Halsburys Law states administrative courts unlawful.
The law is absolutely clear on this subject. There is NO authority for
administrative courts in this country and no Act can be passed to
legitimise them because of the constitutional restraints placed upon her
Majesty at Her coronation. The collection of revenue by such means is
extortion, and extortion has been found reprehensible since ancient
times.
Separation of powers Today, in the year 2011, we find for
example, that in the council tax regulations, the billing authority, the
prosecuting authority and the enforcement authority are all vested in
the same body. The same bodies even purport to issue their own legal
documents, by tacit agreement with the Courts. In our system of Common
Law, the rule of law demands that we have a separation of powers. Today,
the powers are not separated. The executive is not a distinct,
free-standing leg of the tripod. The executive now emerges directly from
within the elected Chamber of the legislature where previously it
emanated directly from the Monarch. That leads to constitutional
confusion—because the executive has seized and misuses Parliament’s
democratic credentials for its own, destructive, purposes.
Fortunately,
we have something to which we can turn to preserve our ancient laws and
freedoms. We have the Oath that Her Majesty The Queen took at her
coronation by which she is solemnly bound and from which no one in
England, Wales and Scotland has released her. At Her Coronation the
Queen swore to govern us, “according to [our] respective laws and
customs”. Certainly, among our reputed “customs”, is precisely that
invaluable and widely admired tripartite division of the powers. The
judiciary is part and parcel of our customary system of internal
sovereignty—“the Queen in Parliament”. It is one of the three separate
but symbiotic powers, and it is a capricious and self-serving contention
that it should not have the power to preserve the authority of the
legislature over the executive. It is a constitutional principle that
the assent of the Queen & Parliament is prerequisite to the
establishment of a Court which can operate a system of administrative
law in Her Majesty’s Courts in England. This was confirmed by Lord
Denning during the debates on the European Communities Amendment Bill,
HL Deb 08 October 1986 vol 480 cc246-95 246 at 250: “There is our
judicial system deriving from the Crown as the source and fountain of
justice. No court can be set up in England, no court can exist in
England, except by the authority of the Queen and Parliament. That has
been so ever since the Bill of Rights."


- _PROBLEM DETAILS_
All lines in the material with the string "Vietnam" should be listed.

- _INPUT FOR THIS TASK_
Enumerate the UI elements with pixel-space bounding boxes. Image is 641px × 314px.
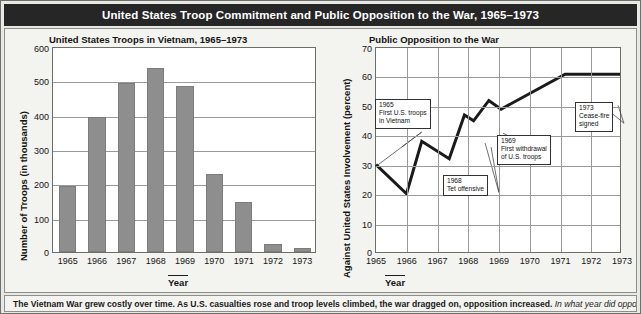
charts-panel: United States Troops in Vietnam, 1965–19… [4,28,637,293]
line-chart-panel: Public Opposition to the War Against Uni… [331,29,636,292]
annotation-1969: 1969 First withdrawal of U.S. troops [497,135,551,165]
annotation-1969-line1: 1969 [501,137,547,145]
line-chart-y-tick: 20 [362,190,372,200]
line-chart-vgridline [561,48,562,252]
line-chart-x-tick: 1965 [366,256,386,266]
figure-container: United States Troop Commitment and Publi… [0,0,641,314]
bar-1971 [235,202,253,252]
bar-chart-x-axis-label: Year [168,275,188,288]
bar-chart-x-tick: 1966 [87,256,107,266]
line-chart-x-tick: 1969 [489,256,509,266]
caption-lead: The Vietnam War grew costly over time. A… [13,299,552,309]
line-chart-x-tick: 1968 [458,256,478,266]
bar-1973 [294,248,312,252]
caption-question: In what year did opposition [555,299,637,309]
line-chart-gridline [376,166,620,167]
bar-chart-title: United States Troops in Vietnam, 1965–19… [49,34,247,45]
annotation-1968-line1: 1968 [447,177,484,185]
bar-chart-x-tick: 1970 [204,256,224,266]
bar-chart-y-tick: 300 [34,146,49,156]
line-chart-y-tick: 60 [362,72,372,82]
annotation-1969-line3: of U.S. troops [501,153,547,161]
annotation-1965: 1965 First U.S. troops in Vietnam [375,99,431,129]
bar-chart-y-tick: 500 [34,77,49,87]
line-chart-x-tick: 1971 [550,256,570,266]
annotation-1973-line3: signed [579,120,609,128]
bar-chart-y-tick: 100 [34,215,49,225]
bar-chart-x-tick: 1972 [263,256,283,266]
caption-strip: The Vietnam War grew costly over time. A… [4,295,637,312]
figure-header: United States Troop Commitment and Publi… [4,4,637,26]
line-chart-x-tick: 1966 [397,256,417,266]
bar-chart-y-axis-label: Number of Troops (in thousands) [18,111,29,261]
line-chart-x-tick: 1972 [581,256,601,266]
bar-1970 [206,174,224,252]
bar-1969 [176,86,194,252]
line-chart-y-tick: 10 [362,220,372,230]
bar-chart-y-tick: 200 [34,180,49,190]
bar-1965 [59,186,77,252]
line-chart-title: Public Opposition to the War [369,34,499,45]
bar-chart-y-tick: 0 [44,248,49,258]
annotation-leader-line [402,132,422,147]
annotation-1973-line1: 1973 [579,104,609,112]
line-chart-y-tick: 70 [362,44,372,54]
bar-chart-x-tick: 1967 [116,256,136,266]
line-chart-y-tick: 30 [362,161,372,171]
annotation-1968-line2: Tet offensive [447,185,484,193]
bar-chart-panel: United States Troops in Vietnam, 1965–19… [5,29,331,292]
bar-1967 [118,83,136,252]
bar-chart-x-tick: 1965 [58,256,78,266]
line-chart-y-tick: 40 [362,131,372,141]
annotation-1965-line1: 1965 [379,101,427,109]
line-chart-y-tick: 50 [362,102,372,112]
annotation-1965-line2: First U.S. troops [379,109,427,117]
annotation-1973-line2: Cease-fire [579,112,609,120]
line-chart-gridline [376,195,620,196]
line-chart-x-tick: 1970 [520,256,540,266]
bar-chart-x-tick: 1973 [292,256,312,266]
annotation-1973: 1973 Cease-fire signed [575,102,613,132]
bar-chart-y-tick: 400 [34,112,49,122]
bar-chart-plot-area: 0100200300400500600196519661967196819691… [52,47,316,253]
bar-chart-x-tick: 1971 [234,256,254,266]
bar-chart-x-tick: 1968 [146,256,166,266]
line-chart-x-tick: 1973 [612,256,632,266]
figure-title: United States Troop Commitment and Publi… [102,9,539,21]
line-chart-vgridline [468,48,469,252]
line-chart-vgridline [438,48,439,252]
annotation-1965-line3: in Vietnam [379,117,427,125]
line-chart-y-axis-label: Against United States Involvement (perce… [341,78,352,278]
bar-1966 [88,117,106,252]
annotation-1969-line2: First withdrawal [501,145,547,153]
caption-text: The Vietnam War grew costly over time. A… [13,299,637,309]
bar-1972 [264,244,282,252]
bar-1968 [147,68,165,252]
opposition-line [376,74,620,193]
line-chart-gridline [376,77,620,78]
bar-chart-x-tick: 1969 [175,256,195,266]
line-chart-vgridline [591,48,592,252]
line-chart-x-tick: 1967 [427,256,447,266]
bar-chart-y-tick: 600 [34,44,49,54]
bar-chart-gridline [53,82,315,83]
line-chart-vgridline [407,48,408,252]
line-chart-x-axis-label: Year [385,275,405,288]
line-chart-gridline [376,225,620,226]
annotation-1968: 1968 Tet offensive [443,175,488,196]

==

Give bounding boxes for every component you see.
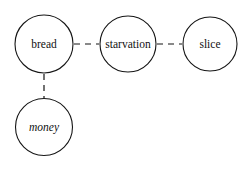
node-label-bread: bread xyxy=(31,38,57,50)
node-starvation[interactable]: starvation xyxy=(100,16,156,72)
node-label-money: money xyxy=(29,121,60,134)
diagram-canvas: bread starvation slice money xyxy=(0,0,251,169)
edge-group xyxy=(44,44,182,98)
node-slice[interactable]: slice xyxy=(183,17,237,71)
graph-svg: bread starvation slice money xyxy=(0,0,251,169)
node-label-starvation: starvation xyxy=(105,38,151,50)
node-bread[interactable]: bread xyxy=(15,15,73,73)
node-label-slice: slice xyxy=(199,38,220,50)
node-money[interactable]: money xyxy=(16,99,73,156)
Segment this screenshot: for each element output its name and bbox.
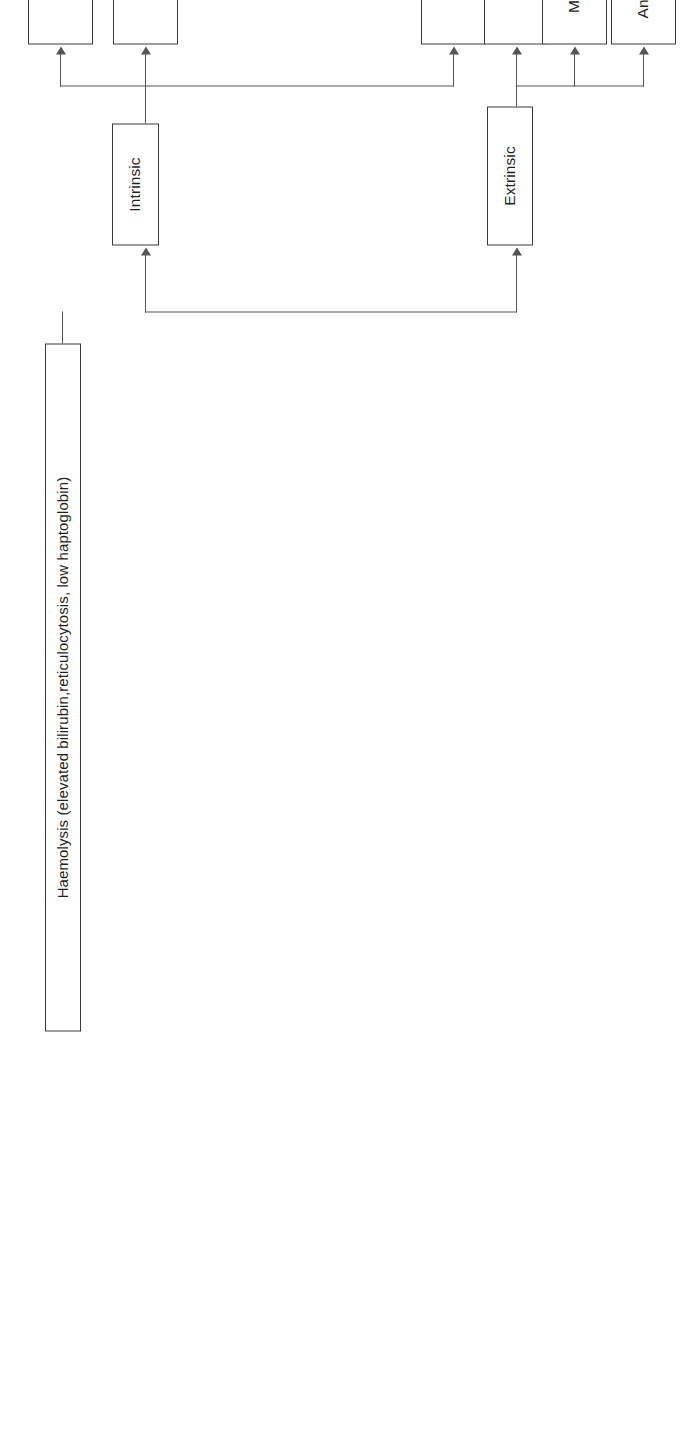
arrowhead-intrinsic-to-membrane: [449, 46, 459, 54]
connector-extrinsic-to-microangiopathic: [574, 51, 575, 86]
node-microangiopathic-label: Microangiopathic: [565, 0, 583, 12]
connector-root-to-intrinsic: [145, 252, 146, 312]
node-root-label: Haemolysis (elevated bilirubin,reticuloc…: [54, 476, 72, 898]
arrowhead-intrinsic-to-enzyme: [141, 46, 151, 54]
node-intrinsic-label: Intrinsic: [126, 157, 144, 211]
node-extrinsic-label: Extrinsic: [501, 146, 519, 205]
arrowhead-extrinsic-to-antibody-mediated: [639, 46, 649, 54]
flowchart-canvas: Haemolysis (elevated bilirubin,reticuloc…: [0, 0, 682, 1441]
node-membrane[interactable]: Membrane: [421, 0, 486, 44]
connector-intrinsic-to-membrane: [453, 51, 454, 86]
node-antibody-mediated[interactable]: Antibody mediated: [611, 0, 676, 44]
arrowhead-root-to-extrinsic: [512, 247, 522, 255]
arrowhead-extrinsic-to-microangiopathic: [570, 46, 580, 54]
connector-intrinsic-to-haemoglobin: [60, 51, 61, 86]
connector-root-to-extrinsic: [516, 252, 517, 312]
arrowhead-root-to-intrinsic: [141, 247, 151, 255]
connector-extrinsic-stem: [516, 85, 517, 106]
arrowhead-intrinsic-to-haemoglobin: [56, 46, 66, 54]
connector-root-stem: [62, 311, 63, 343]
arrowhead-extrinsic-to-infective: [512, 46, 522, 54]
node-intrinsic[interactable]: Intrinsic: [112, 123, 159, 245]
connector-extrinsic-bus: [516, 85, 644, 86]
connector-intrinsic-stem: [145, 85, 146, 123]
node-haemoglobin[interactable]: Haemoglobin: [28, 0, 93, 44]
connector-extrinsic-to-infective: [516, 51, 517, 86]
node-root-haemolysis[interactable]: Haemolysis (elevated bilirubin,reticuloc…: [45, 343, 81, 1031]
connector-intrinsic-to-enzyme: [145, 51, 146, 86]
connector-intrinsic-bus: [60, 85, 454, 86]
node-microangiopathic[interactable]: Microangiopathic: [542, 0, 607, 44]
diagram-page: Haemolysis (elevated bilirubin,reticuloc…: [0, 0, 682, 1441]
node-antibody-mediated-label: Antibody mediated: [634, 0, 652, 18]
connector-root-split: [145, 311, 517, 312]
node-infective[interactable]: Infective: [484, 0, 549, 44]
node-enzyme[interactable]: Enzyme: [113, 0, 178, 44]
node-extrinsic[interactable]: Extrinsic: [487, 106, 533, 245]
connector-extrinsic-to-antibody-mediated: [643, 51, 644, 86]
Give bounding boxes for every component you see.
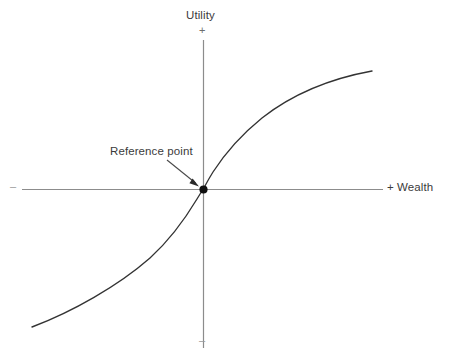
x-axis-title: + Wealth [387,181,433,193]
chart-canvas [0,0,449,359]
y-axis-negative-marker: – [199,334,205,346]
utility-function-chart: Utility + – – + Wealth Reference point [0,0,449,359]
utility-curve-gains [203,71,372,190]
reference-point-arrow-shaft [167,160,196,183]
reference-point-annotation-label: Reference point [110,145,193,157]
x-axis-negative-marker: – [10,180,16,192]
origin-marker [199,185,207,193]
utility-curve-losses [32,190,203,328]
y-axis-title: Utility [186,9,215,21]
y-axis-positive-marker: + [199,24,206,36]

- _TASK OUTPUT_
charts-panel: United States Troops in Vietnam, 1965–19… [4,28,637,293]
caption-lead: The Vietnam War grew costly over time. A… [13,299,552,309]
bar-chart-title: United States Troops in Vietnam, 1965–19… [49,34,247,45]
annotation-1965: 1965 First U.S. troops in Vietnam [375,99,431,129]
caption-strip: The Vietnam War grew costly over time. A… [4,295,637,312]
bar-chart-panel: United States Troops in Vietnam, 1965–19… [5,29,331,292]
annotation-1965-line3: in Vietnam [379,117,427,125]
caption-text: The Vietnam War grew costly over time. A… [13,299,637,309]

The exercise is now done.